Beale shrugged. “I’m sure he told me just what I just told you,” he said. “I’m sure it had a Jersey plate on it, when he drove it in here. And I’m sure not going to sell it till I get that bill of sale.”

“Because,” Cobb said, “if that silly son of a bitch went down to Rhode Island Saturday, and clipped this thing off Battaglia, or someone Battaglia knows, he might as we”ve bought a gun, and one bullet, and just shot himself in the head. Or if he got it from Battaglia, and Battles gave it to him, he might as well’ve brought you a time bomb. Because something’s very wrong. I wish I knew what Battles wanted done when he called me up. I mean, I know it was something shady, ’cause that’s all that Battles does.
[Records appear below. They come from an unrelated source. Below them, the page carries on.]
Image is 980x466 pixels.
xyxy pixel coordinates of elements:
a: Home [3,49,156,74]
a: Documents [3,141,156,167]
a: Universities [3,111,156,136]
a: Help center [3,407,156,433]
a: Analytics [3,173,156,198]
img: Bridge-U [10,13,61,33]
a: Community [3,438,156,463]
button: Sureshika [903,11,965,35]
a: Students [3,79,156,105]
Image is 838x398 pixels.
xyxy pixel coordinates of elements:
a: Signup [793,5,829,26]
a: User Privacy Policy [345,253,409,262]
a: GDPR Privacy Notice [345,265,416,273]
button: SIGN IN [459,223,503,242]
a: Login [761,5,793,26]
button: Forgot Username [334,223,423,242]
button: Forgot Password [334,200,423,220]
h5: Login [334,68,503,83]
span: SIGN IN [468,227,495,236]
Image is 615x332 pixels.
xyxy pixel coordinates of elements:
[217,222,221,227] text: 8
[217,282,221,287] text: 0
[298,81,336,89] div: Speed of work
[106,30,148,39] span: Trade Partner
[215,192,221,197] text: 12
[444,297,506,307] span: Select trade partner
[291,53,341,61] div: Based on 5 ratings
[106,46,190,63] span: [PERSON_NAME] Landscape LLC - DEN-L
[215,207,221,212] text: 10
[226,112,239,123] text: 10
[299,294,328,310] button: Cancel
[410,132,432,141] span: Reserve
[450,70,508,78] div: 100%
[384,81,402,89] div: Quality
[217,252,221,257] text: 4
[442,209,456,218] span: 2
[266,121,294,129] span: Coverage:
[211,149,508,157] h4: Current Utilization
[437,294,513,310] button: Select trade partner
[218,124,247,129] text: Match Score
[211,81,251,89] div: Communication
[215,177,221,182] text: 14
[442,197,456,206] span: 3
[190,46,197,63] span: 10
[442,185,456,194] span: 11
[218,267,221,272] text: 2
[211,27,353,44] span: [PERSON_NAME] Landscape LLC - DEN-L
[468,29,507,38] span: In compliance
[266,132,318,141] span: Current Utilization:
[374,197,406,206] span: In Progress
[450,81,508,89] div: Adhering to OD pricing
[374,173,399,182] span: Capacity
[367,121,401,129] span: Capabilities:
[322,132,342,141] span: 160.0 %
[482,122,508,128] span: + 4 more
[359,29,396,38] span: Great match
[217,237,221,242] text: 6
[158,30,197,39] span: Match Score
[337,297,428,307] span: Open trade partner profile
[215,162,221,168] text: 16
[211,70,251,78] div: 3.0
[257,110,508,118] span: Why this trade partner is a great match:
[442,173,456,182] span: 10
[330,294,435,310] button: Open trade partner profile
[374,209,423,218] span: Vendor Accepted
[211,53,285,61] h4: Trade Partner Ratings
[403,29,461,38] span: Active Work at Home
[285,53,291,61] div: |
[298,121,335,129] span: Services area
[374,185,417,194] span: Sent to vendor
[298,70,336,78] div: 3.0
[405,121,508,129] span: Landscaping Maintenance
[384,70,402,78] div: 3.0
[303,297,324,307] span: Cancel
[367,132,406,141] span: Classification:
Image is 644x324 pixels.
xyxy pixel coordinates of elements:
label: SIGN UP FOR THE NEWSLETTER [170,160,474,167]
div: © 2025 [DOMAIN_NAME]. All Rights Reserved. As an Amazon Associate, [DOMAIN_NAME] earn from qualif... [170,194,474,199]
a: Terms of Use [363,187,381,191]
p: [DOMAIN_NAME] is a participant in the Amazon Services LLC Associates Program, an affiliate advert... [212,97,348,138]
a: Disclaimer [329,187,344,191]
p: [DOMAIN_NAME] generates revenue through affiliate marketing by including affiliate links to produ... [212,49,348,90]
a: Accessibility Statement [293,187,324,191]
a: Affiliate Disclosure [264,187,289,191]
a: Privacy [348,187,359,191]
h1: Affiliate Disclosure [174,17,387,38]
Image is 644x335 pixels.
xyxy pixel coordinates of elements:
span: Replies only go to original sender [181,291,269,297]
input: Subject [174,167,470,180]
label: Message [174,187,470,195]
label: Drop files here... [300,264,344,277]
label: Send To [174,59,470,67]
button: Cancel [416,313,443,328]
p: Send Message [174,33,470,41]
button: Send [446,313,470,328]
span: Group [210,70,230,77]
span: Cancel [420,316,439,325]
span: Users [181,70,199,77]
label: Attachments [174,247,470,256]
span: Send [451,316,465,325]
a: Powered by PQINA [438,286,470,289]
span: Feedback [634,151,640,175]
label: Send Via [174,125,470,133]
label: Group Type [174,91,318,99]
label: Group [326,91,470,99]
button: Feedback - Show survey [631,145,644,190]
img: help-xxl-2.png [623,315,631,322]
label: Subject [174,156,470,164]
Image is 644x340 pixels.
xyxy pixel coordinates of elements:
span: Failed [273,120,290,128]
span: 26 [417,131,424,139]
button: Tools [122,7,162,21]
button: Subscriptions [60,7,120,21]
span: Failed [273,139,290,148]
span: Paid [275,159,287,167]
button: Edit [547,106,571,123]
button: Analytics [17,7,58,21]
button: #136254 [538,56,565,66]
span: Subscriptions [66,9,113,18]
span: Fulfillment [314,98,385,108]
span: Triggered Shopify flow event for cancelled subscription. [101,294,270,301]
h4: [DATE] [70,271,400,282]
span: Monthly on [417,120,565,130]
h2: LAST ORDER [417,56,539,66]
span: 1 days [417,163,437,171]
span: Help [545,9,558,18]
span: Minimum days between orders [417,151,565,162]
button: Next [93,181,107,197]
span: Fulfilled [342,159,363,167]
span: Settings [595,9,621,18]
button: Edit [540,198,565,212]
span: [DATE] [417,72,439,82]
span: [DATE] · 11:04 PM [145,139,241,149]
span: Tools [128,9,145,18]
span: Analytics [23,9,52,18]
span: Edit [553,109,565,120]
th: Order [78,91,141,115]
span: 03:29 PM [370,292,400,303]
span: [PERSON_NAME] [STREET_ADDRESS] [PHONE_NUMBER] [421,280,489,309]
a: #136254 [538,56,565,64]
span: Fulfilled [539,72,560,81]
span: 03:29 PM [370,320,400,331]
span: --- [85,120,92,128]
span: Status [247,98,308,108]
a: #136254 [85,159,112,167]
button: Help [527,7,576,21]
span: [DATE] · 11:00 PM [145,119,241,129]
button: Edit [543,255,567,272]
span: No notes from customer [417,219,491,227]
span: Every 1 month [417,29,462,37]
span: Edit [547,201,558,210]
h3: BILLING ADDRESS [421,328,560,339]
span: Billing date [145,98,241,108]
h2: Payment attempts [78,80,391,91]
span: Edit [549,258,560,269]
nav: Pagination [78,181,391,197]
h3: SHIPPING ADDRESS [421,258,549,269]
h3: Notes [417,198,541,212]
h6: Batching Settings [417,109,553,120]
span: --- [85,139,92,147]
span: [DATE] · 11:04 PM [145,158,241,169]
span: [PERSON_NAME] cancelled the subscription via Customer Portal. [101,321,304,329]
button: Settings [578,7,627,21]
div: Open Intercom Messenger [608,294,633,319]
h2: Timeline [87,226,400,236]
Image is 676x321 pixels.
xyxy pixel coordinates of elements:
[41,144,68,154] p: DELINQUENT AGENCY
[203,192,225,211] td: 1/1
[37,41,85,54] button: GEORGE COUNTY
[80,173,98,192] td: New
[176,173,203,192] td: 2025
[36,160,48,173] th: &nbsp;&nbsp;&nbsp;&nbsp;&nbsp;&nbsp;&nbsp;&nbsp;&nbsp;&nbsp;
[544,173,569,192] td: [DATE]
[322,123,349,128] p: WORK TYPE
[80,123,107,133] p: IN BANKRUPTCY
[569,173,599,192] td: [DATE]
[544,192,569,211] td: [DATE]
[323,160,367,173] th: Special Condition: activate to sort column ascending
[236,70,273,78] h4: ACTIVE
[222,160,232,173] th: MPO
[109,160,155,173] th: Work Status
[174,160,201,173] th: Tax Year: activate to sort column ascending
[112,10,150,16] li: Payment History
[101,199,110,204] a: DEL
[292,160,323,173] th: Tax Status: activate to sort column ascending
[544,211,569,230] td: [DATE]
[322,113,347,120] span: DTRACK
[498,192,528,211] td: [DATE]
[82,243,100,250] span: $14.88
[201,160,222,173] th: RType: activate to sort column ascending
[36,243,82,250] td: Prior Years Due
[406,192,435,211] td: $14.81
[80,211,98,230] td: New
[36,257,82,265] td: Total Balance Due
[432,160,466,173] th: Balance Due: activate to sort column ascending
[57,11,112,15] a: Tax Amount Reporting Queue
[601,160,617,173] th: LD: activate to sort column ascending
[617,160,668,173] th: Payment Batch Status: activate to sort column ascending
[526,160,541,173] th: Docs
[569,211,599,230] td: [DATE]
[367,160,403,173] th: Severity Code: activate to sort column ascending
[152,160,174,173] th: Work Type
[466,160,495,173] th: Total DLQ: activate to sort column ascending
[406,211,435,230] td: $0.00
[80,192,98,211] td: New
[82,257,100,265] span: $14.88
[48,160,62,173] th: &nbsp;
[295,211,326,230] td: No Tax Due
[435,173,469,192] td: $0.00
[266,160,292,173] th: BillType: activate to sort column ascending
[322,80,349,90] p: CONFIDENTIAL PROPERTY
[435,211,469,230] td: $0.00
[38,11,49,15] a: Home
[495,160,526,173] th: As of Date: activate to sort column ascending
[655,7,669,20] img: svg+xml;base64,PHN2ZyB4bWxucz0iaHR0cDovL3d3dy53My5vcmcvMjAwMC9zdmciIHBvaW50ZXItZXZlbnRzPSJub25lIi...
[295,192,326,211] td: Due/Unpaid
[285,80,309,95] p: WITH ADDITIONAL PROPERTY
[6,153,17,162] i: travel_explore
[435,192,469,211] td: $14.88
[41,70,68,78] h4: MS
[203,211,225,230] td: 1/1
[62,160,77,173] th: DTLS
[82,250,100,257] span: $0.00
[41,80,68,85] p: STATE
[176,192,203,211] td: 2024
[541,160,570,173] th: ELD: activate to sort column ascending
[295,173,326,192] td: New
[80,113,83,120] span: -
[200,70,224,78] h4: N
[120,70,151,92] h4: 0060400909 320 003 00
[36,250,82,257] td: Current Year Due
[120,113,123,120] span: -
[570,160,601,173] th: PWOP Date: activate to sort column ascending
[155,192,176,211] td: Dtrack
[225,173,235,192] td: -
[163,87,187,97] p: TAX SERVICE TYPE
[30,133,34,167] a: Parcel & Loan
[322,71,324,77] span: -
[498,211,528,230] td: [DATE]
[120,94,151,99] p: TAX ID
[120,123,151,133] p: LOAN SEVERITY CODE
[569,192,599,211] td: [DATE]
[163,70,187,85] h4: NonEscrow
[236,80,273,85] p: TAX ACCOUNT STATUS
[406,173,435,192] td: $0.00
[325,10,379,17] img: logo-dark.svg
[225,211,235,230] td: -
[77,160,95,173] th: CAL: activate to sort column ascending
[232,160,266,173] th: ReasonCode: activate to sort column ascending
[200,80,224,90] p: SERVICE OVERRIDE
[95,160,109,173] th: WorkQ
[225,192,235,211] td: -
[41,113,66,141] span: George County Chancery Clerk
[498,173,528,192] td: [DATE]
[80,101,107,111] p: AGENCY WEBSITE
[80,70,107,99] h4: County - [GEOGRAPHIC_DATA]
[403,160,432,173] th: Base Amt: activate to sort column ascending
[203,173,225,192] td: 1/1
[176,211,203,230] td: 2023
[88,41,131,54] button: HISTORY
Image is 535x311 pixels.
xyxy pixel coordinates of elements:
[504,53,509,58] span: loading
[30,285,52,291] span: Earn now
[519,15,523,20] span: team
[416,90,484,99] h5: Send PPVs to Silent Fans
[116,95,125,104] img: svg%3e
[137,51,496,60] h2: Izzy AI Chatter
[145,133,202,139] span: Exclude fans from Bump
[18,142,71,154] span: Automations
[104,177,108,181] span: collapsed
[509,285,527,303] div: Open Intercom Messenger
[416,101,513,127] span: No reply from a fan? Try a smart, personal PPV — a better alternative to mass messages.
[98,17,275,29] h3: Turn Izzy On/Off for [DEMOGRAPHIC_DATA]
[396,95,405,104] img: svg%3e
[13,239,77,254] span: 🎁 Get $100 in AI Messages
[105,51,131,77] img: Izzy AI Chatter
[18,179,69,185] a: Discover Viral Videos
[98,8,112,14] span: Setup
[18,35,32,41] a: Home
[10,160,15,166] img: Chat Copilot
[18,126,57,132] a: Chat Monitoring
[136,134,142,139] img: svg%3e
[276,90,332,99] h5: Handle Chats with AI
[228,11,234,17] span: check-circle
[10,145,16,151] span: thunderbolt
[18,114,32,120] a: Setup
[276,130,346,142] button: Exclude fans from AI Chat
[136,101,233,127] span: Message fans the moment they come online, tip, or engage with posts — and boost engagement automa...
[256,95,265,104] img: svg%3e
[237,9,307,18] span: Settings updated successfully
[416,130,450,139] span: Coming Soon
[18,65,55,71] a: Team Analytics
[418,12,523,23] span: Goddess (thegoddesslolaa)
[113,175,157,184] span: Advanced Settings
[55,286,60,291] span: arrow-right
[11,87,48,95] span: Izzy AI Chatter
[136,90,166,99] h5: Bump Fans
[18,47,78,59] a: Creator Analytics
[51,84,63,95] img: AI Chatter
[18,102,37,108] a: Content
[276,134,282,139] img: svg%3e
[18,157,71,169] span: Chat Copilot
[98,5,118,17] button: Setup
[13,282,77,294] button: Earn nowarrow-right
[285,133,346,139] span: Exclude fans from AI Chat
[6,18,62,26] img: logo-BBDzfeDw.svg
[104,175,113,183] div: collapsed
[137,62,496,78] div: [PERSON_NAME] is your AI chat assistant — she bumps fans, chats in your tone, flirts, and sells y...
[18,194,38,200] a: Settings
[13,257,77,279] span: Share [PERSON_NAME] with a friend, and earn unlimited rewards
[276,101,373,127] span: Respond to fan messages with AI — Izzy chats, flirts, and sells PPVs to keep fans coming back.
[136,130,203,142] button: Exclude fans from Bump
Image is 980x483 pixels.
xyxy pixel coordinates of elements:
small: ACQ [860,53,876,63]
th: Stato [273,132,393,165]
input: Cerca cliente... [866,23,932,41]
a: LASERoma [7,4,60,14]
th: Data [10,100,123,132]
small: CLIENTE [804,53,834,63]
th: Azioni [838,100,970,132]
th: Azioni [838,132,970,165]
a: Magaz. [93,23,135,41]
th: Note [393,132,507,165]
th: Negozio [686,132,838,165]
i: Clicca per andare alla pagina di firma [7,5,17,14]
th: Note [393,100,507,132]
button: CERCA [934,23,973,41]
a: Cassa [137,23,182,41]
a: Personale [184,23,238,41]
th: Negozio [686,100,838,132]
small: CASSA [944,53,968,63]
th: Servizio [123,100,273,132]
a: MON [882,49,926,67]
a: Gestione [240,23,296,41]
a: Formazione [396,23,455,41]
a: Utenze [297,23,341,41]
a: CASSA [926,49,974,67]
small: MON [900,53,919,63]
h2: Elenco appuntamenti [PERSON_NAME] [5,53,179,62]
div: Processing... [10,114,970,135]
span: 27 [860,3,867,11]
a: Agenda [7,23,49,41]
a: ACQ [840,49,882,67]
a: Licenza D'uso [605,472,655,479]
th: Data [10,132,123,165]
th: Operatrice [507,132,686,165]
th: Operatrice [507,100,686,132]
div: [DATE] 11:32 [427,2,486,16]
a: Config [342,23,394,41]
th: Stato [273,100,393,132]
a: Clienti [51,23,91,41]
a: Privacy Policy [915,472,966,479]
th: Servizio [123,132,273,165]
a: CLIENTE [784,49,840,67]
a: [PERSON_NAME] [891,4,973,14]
But what it was, I didn’t know. Just that he needed a guy in the car business, and that was all I knew. Earl tell you what Battles wanted done?”

Beale laughed.
“Tell
me?” he said. “He only bitched about an hour when he got in here. ‘You and your fuckin’ friends. Was it Ed Cobb, got me in this?’ ”

“Did you tell him?” Cobb said.

“I did not,” Beale said. “He suspects it was you, and he’s got more’n a feeling it was somehow tied up to Hank Briggs. But I know a lot of things about Earl, and I suspect even more, and I tell him nothing, myself. I know my brother pretty well. I’m sorry his life’s in the sewer, and also his girl has to hook. But I still tell him no more’n I think’s absolutely necessary. Earl’s not trustworthy.”

“He’s worse’n that,” Cobb said. “People also remember Earl. They remember the guy. When I called Battles back, he knew the name right off. Well, not right off—took him two or three minutes to place it.
Something another guy could do, and get away with it because no one remembers his face, well, if Earl does it, they do. Describe the guy down to his hangnails. What’d he want Earl to do?”

“Seems he’s got a couple of pals,” Beale said. “That’s what he told Earl, at least. And one of them’s a lawyer that does mostly wills for people, and the other one’s an auctioneer. When the old people kick off, the lawyer hires the auctioneer to appraise the estates and then sell off the stuff. And the three of them’ve cooked up this scheme where the appraisals’re too low, and the assets get knocked down cheap, to straws, and then the straws resell them, and these birds split the take. But apparently some of their people’re getting kind of nervous. I guess some of the heirs’ve been suing, and they’re afraid unless they change their patterns of doing business, someone’s going to catch on, and nail them. So now what they’re looking for’s out-of-state buyers, that won’t look like sidekicks of theirs. To buy up the houses and cars and that stuff, and they want Earl to take some of the cars. Or talk Waldo into doing it would be closer to the truth, since nobody in the whole wide world ever takes more’n one check from Earl. Anyway, it’s strictly a fake paper deal, but it looks like the straight up-and-up.”